FORT HAMILTON TRIANGLE
Fort Hamilton Triangle
Fort Hamilton lends its name to streets, parks and high schools all over Bay Ridge, including the triangle park at the intersection of Fourth and Fifth avenues at 95th Street, which is dedicated to local soldiers who died in World War II World War I. “It’s the crown-jewel of Bay Ridge triangles,” our photographer Michael Gaffey said after we sent him out to photograph them all. The city acquired the parkland in 1909 and transferred it to the parks department seven years later; the year after, 1917, it erected the memorial monument, an eagle-topped obelisk, which was officially dedicated in 1920. In 1921 the park was named Fort Hamilton Memorial Park, confusingly similar to Fort Hamilton Park, the then-official name of Cannonball Park (whose official name is now John Paul Jones Park). More than 75 years later, in 1998, FHMP was renovated and received a new name: Fort Hamilton Plaza. Many residents, though, still just call it Pigeon Park, its official unofficial-name since 1986, according to the parks department. It’s still a favorite spot of pigeons, as well as the homeless, or it was; it’s often kept locked now, to discourage loitering. It also sports the neighborhood’s southernmost welcome sign.
STEADMAN SQUARE
Steadman Square
I can’t quite figure out exactly why Senator Street splits off north before it reaches Third Avenue, but I’ve dug up the gist of it. The earliest map I could find, from 1927, shows it already split; it also shows that the intersection’s resulting triangle was once a trolley terminus—the end of the Third Avenue Trolley line, to be exact, according to the parks department. When the trolley line was dismantled in the 1950s, the site was turned into a park. (If you want to squint, here’s a photo of the square from what’s now the firehouse, in what looks like the 1940s. Or, here’s what looks like Third Avenue looking north from Senator Street, 1940, meaning the billboarded area on the left is the future Steadman Square, right?)
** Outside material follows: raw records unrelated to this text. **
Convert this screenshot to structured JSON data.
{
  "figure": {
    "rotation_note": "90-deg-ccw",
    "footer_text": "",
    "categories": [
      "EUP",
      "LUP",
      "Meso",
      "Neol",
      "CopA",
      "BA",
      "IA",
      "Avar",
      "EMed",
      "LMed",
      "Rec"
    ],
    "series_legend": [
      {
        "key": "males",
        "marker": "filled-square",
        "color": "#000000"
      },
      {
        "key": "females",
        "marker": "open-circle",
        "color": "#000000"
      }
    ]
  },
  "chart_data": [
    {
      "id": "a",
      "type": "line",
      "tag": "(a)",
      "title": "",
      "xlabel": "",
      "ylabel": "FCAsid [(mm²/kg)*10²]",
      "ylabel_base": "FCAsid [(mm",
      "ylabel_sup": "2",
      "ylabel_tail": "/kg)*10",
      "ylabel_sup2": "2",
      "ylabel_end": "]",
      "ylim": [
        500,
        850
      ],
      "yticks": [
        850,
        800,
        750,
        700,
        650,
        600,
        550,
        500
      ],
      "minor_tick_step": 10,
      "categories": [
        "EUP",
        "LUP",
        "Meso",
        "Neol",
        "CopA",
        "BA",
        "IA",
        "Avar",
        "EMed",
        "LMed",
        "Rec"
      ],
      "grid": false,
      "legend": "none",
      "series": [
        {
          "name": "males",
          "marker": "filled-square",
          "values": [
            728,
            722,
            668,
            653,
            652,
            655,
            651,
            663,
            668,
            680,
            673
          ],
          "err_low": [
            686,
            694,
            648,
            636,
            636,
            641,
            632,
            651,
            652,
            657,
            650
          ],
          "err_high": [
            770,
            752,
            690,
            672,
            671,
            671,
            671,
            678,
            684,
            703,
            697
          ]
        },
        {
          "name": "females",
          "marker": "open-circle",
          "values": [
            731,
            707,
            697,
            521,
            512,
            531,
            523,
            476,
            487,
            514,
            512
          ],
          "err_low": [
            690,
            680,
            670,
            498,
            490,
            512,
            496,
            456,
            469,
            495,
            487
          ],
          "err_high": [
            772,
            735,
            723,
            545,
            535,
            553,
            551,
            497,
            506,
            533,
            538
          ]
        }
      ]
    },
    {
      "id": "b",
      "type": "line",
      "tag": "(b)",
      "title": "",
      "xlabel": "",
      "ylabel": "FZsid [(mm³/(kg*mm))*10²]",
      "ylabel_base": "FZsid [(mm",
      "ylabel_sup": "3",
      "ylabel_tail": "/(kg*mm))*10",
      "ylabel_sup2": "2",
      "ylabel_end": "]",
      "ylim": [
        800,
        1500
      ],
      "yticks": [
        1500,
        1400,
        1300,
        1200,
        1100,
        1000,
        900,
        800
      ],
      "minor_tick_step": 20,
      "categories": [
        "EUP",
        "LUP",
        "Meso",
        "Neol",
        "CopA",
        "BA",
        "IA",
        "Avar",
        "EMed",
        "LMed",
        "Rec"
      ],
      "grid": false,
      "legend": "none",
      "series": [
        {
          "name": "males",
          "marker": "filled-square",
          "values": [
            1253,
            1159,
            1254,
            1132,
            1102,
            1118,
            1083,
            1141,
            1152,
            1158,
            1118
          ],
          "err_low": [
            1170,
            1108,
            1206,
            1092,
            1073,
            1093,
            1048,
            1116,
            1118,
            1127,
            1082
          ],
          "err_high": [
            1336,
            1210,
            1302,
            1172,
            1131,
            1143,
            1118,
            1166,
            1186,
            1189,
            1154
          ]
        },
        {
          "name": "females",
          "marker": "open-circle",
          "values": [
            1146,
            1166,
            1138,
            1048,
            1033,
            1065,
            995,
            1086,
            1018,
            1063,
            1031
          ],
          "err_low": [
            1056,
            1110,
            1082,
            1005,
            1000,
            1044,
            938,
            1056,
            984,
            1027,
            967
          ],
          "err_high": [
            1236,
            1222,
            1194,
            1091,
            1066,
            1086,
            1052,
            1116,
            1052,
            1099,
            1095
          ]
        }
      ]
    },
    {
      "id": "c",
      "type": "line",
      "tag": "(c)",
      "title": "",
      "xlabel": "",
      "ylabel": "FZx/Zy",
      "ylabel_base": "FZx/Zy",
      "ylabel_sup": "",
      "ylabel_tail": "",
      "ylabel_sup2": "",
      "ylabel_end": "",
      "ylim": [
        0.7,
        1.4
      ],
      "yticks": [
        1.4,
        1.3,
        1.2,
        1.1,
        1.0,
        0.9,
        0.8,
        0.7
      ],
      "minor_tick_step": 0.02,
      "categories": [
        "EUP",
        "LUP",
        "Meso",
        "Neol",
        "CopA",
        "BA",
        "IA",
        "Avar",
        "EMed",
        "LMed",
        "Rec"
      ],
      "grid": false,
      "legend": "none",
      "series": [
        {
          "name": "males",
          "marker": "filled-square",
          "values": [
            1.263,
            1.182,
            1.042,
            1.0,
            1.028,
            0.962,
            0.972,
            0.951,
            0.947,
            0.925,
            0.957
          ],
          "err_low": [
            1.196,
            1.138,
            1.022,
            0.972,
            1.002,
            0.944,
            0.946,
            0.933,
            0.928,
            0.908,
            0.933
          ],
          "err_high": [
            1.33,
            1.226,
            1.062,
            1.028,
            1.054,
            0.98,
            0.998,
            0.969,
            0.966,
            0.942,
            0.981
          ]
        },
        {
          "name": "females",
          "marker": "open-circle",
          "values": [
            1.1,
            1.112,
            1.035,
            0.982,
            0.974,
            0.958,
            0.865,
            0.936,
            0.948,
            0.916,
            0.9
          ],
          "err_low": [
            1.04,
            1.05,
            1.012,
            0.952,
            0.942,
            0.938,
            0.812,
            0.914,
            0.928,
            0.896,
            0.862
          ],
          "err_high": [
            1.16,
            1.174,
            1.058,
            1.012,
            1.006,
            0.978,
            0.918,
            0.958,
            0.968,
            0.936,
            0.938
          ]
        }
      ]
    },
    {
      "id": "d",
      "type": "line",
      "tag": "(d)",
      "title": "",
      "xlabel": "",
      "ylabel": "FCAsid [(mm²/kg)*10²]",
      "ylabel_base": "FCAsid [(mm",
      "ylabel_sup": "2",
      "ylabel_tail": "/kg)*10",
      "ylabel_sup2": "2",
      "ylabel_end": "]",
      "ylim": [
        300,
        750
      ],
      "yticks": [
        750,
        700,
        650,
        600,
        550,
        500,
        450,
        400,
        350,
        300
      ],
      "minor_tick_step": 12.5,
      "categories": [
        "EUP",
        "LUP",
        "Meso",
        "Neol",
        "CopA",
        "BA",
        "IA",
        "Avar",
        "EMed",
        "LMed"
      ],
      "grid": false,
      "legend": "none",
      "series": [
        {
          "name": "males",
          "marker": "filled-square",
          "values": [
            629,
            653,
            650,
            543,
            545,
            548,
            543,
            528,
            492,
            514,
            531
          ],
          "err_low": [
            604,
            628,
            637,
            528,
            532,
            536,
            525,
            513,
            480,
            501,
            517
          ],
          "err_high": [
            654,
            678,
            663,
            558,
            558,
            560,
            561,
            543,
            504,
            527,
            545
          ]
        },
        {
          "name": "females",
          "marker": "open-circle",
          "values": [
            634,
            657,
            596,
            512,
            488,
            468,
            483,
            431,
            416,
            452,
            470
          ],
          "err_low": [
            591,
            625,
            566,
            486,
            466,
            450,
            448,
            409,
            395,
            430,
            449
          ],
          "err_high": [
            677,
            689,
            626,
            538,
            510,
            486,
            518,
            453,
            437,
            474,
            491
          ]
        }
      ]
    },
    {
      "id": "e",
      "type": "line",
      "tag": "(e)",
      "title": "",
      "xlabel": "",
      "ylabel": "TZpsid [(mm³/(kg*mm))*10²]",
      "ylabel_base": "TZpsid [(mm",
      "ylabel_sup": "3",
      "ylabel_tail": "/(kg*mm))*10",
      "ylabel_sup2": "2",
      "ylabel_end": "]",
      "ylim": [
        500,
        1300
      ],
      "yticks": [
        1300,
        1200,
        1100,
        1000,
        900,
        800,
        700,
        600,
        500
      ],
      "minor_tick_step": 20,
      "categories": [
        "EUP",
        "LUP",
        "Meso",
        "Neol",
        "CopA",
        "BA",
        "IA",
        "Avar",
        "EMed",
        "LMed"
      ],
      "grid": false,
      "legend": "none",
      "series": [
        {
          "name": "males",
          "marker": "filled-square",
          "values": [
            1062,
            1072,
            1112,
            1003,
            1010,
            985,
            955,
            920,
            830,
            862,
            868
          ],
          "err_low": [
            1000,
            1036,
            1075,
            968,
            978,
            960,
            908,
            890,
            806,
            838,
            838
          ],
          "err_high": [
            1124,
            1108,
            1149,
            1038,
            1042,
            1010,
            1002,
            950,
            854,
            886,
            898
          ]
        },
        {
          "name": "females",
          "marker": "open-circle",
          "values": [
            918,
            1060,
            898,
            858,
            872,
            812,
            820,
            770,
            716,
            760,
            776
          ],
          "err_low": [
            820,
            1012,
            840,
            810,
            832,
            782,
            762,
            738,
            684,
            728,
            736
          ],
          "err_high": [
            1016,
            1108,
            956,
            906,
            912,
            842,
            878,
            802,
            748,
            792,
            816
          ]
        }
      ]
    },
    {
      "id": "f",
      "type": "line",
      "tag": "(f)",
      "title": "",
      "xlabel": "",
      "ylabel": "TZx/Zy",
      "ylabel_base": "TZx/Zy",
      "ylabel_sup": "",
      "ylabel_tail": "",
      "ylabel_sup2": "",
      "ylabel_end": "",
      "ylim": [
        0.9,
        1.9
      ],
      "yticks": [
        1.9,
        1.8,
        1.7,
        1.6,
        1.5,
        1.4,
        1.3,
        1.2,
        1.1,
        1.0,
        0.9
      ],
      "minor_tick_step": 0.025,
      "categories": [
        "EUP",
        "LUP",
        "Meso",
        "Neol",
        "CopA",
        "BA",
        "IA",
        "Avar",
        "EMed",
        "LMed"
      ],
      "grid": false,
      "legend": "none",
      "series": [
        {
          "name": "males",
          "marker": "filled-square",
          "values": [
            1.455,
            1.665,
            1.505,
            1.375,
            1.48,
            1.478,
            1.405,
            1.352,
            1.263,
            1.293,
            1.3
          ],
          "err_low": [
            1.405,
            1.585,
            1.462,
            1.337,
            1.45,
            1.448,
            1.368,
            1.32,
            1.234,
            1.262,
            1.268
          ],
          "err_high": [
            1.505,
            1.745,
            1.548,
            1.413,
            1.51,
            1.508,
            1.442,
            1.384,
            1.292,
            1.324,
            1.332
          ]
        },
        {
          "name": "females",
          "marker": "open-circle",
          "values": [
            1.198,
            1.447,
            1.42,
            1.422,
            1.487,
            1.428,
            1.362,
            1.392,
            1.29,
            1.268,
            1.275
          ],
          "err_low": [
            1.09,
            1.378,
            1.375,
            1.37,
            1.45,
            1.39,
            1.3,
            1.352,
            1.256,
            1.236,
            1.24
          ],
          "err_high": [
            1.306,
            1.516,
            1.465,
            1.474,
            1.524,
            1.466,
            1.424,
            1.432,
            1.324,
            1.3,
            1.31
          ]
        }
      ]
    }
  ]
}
When I was a teenager, ca. the turn of the millennium, this park was surrounded by tall wrought-iron fencing, which for some reason made it a preferred spot for local homeless people; there was also another Welcome to Bay Ridge sign here, the antipodal correspondent of the one standing in front of Fort Hamilton Triangle, though at some point it was stolen or removed, as was the fencing (likely removed, not stolen), and without the cage-like safety (or perhaps with some police persuasion; who knows?), many of the homeless left, although there’s often a homeless couple in Steadman Square these days, a man named Chris and his wife, whom our photographer Michael Gaffey spoke to. Chris said he used to work for Greenstreets, Gaffey told us. Chris keeps a broom there and tries to keep Steadman looking sharp.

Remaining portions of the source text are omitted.